33. A.Y. Alfakih, A. Khandani and H. Wolkowicz, Solving Euclidean distance matrix completion problems via semidefinite programming, Computational Optimization and Applications 12, 13-30, (1999).

34. J.J. Mord and Z. Wu, Global continuation for distance geometry problems, SIAM J. Optim. 7, 814-836, (1997).

35. S. AI-Homidan and It. Fletcher, Hybrid methods for finding the nearest Euclidean distance matrix, In Recent Advances in Nonsmooth Optimization, (Edited by D.-Z. Du, L. Qi and It.S. Womersley), pp. 1-17, World Scientific, (1995).

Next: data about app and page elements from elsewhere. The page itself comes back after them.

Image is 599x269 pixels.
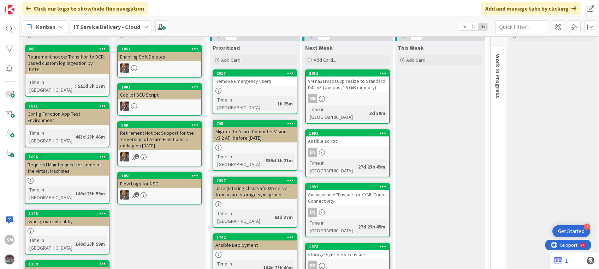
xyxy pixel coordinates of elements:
[29,155,109,160] div: 1006
[309,131,389,136] div: 1993
[275,100,295,108] div: 1h 25m
[213,127,297,143] div: Migrate to Azure Computer Vision v3.2 API before [DATE]
[308,94,317,103] div: MB
[120,102,129,111] img: DP
[213,44,240,51] span: Prioritized
[121,47,201,52] div: 1051
[213,241,297,250] div: Ansible Deployment
[29,104,109,109] div: 1041
[5,255,14,265] img: avatar
[213,177,297,228] a: 1907Unregistering chssrvafs02p server from azure storage sync groupTime in [GEOGRAPHIC_DATA]:63d 37m
[29,47,109,52] div: 885
[554,257,568,265] a: 1
[5,235,14,245] div: SM
[213,77,297,86] div: Remove Emergency users
[213,184,297,200] div: Unregistering chssrvafs02p server from azure storage sync group
[118,84,201,100] div: 1001Copilot SCU Script
[25,103,109,125] div: 1041Config Function App Test Environment
[406,57,429,63] span: Add Card...
[118,90,201,100] div: Copilot SCU Script
[25,160,109,176] div: Required Maintenance for some of the Virtual Machines
[75,82,76,90] span: :
[118,173,201,189] div: 1050Flow Logs for NSG
[263,157,264,165] span: :
[306,208,389,217] div: DS
[121,123,201,128] div: 948
[216,178,297,183] div: 1907
[308,208,317,217] div: DS
[306,148,389,157] div: DS
[117,83,202,116] a: 1001Copilot SCU ScriptDP
[25,45,109,97] a: 885Retirement notice: Transition to DCR-based custom log ingestion by [DATE]Time in [GEOGRAPHIC_D...
[25,211,109,226] div: 1143sync group unhealthy
[120,191,129,200] img: DP
[213,120,297,171] a: 795Migrate to Azure Computer Vision v3.2 API before [DATE]Time in [GEOGRAPHIC_DATA]:355d 1h 21m
[25,109,109,125] div: Config Function App Test Environment
[213,235,297,241] div: 1742
[29,212,109,216] div: 1143
[355,223,356,231] span: :
[213,70,297,86] div: 2017Remove Emergency users
[25,261,109,268] div: 1209
[272,214,273,221] span: :
[73,133,107,141] div: 443d 23h 46m
[221,57,244,63] span: Add Card...
[118,179,201,189] div: Flow Logs for NSG
[118,153,201,162] div: DP
[25,217,109,226] div: sync group unhealthy
[22,2,148,15] div: Click our logo to show/hide this navigation
[308,148,317,157] div: DS
[306,244,389,260] div: 1978storage sync service issue
[494,54,501,98] span: Work In Progress
[308,106,367,121] div: Time in [GEOGRAPHIC_DATA]
[118,129,201,150] div: Retirement Notice: Support for the 1.x version of Azure Functions is ending on [DATE]
[215,153,263,168] div: Time in [GEOGRAPHIC_DATA]
[25,103,109,109] div: 1041
[495,20,548,33] input: Quick Filter...
[309,245,389,250] div: 1978
[117,172,202,205] a: 1050Flow Logs for NSGDP
[74,23,140,30] b: IT Service Delivery - Cloud
[308,219,355,235] div: Time in [GEOGRAPHIC_DATA]
[120,153,129,162] img: DP
[264,157,295,165] div: 355d 1h 21m
[25,210,109,255] a: 1143sync group unhealthyTime in [GEOGRAPHIC_DATA]:149d 23h 59m
[25,153,109,204] a: 1006Required Maintenance for some of the Virtual MachinesTime in [GEOGRAPHIC_DATA]:149d 23h 59m
[213,178,297,184] div: 1907
[213,121,297,127] div: 795
[213,235,297,250] div: 1742Ansible Deployment
[305,183,390,238] a: 1992Analysis on AFD issue for cXML Coupa ConnectivityDSTime in [GEOGRAPHIC_DATA]:27d 23h 45m
[121,174,201,179] div: 1050
[274,100,275,108] span: :
[118,52,201,61] div: Enabling Soft Deletes
[5,5,14,14] img: Visit kanbanzone.com
[213,178,297,200] div: 1907Unregistering chssrvafs02p server from azure storage sync group
[215,210,272,225] div: Time in [GEOGRAPHIC_DATA]
[306,250,389,260] div: storage sync service issue
[305,44,333,51] span: Next Week
[118,46,201,61] div: 1051Enabling Soft Deletes
[117,45,202,78] a: 1051Enabling Soft DeletesDP
[584,224,590,230] div: 3
[28,186,72,202] div: Time in [GEOGRAPHIC_DATA]
[306,130,389,137] div: 1993
[72,133,73,141] span: :
[36,23,55,31] span: Kanban
[216,71,297,76] div: 2017
[356,223,387,231] div: 27d 23h 45m
[25,46,109,52] div: 885
[459,23,469,30] span: 1x
[118,84,201,90] div: 1001
[28,237,72,252] div: Time in [GEOGRAPHIC_DATA]
[121,85,201,90] div: 1001
[25,211,109,217] div: 1143
[305,70,390,124] a: 2012VM na3srvads03p resize to Standard D4s v3 (4 vcpus, 16 GiB memory)MBTime in [GEOGRAPHIC_DATA]...
[306,137,389,146] div: Ansible script
[118,46,201,52] div: 1051
[305,130,390,178] a: 1993Ansible scriptDSTime in [GEOGRAPHIC_DATA]:27d 23h 43m
[28,78,75,94] div: Time in [GEOGRAPHIC_DATA]
[306,184,389,190] div: 1992
[355,163,356,171] span: :
[273,214,295,221] div: 63d 37m
[469,23,478,30] span: 2x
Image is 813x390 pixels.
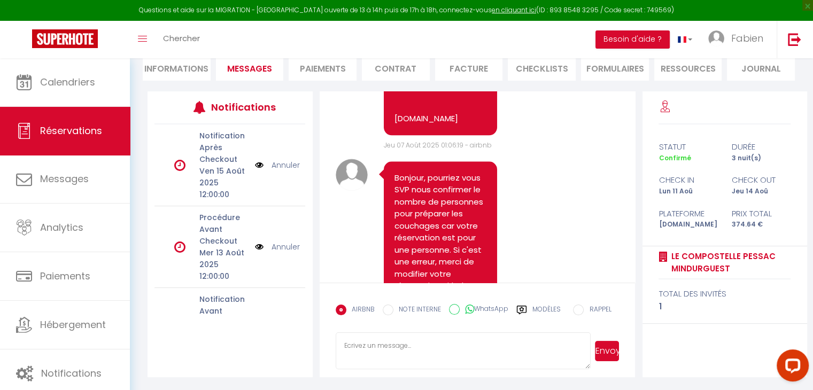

36, it. Bhatia, Matrix Analysis, Springer, New York, (1997). 37. S. Barnett, Matrices: Methods and Applications, Clarendon Press, Oxford, (1992). 38. B. Hendrickson, The molecule problem: Exploiting structure in global optimisation, S l A M J. Optimization

5, 835-857, (1995). 39. A. Uhlherr, MC conformational sampling of the internal degrees of freedom of chain molecules, Macro-

molecules 33, 1351-1360, (2000). 40. It.J. Young and P.A. Lovell, Introduction to Polymers, Chapman & Hall, London, (1991). 41. J.S. Tokarski et al., Molecular modelling of polymers 17. Simulation and QSPIt analyses of transport behavior

in amorphous polymeric materials, Computational and Theoretical Polymer Science 7, 199-214, (1997). 42. F. Alvarez et al., Origin of the distribution of potential barriers for methyl group dynamics in glassy polymers:

A molecular dynamics simulation in polyisoprene, Macromolecules 33, 8077-8084, (2000). 43. G.M. Crippen, A.S. Smellie and W.W. Richardson, Conformational sampling by a general linearised embed-

ding algorithm, Journal of Computational Chemistry 13, 1262-1274, (1992). 44. J.I. Gall et al., Computer simulation studies of molecular orientation in polyethylene networks, Macro-

molecules 33, 4966-4971, (2000). 45. D.J.it. Taylor et al., Computer simulation studies of molecular orientation and the strees-optical properties

of polyethylene networks, Macromolecules 32, 1978-1989, (1999). 46. It.A. Jones et al., Atomistic modeling of the formation of radial pairs in irradiated amorphous poly(propylene),

Macromolecules 32, 8350-8355, (1999). 47. T.M. Madkour and A.M. Barakat, Computer simulation of polymers, Comput. Theoret. Polymer Science 7,

35-47, (1997). 48. N.S. Allen and M. Edge, Fundamentals of Polymer Degradation and Stabilisation, Elsevier, London, (1992). 49. F. Alvarez, A. Arbe and J. Colmenero, Methyl group dynamics above the glass transition temperature:

A molecular dynamics simulation in polyisoprene, Chemical Physics 261, 47-59, (2000). 50. Polymer: User Guide, Parts 1-3, Biosym/MSI, San Diego, (1995). 51. K.S. Schweizer and J.G. Curro, PRISM theory of the structure, thermodynamics, and phase transitions of

polymer liquids and alloys, Advances in Polymer Science 116, 319-377, (1994).